(Stored items)
· · · · ·

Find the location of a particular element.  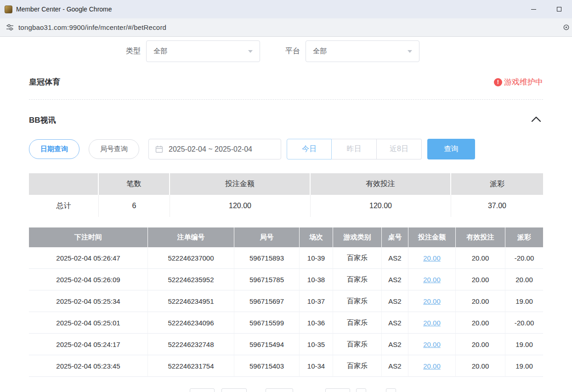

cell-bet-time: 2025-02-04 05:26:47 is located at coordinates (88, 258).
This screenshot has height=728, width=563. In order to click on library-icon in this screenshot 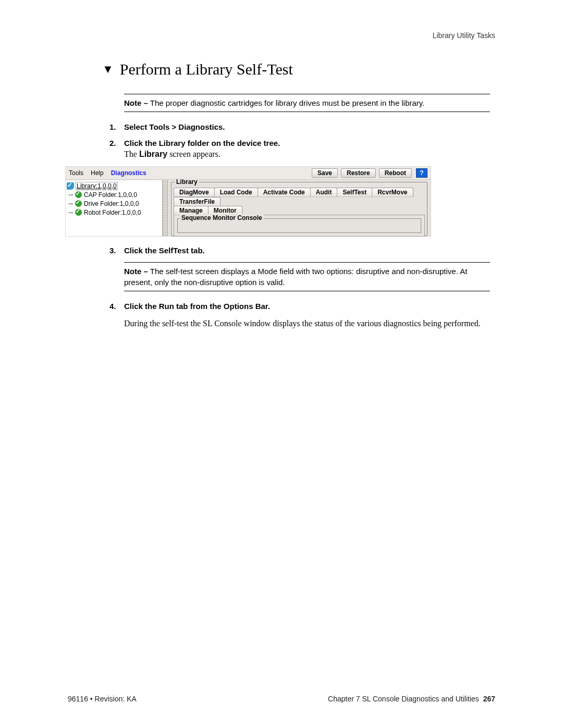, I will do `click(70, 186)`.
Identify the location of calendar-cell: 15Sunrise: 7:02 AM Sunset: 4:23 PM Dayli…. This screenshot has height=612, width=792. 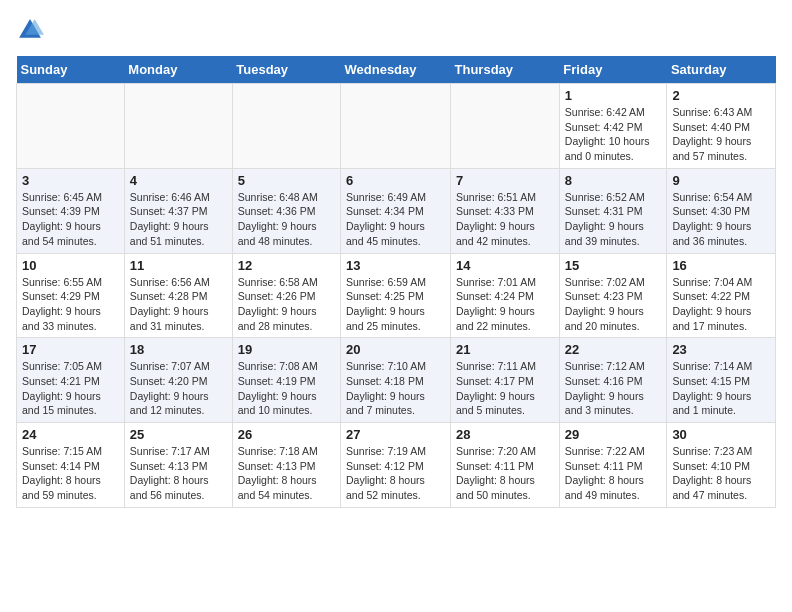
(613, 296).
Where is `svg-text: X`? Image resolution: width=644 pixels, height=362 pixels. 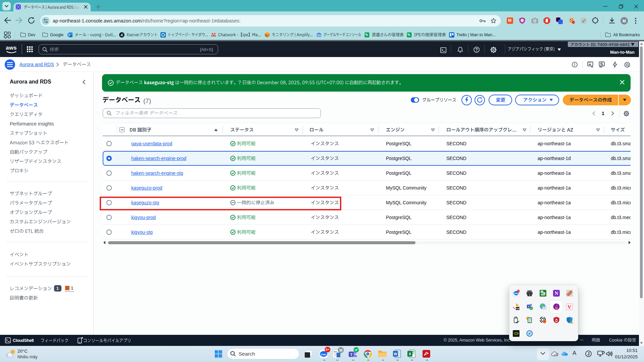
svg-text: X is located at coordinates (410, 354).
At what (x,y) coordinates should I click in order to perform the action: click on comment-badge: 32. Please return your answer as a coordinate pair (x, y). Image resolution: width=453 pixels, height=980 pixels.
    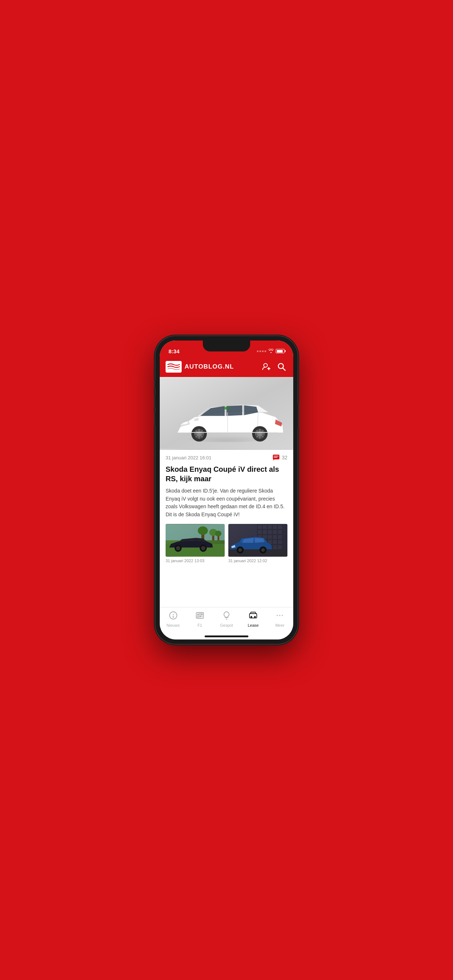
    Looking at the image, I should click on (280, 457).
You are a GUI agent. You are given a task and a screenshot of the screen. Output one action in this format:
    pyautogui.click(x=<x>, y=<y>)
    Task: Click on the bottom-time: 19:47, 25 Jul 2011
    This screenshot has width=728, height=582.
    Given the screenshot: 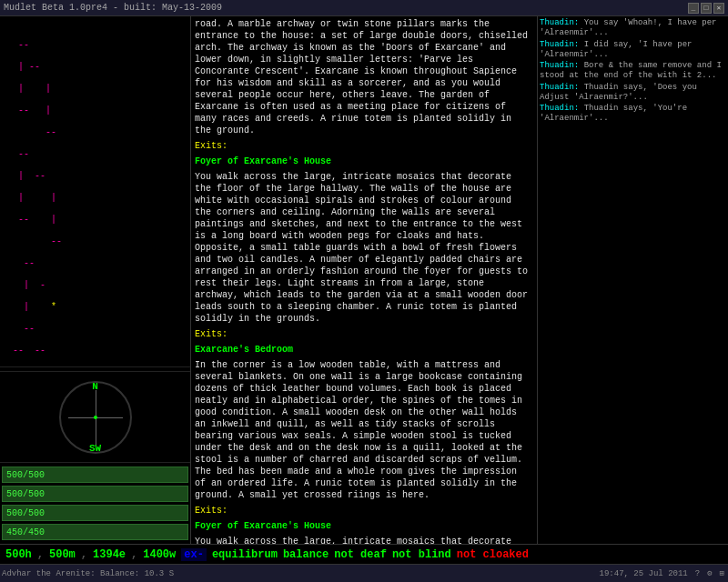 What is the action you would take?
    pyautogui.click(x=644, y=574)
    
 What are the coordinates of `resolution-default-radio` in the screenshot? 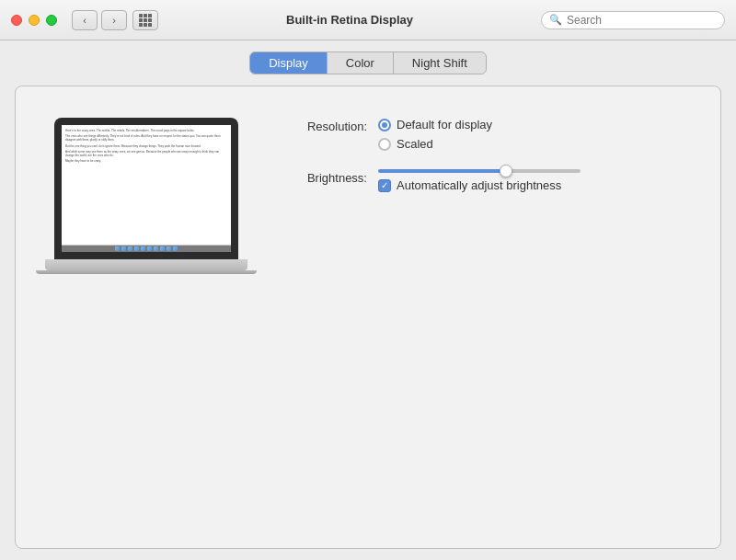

· · · · ·

*Assignment*. Copy the lines of the data above exactly as written, beginning with the line containing "You are a GUI" and ending with the line containing "This screenshot has width=728, height=582.", and leave out all other lines.

*Written answer*.
You are a GUI agent. You are given a task and a screenshot of the screen. Output one action in this format:
    pyautogui.click(x=<x>, y=<y>)
    Task: Click on the bottom-time: 19:47, 25 Jul 2011
    This screenshot has width=728, height=582.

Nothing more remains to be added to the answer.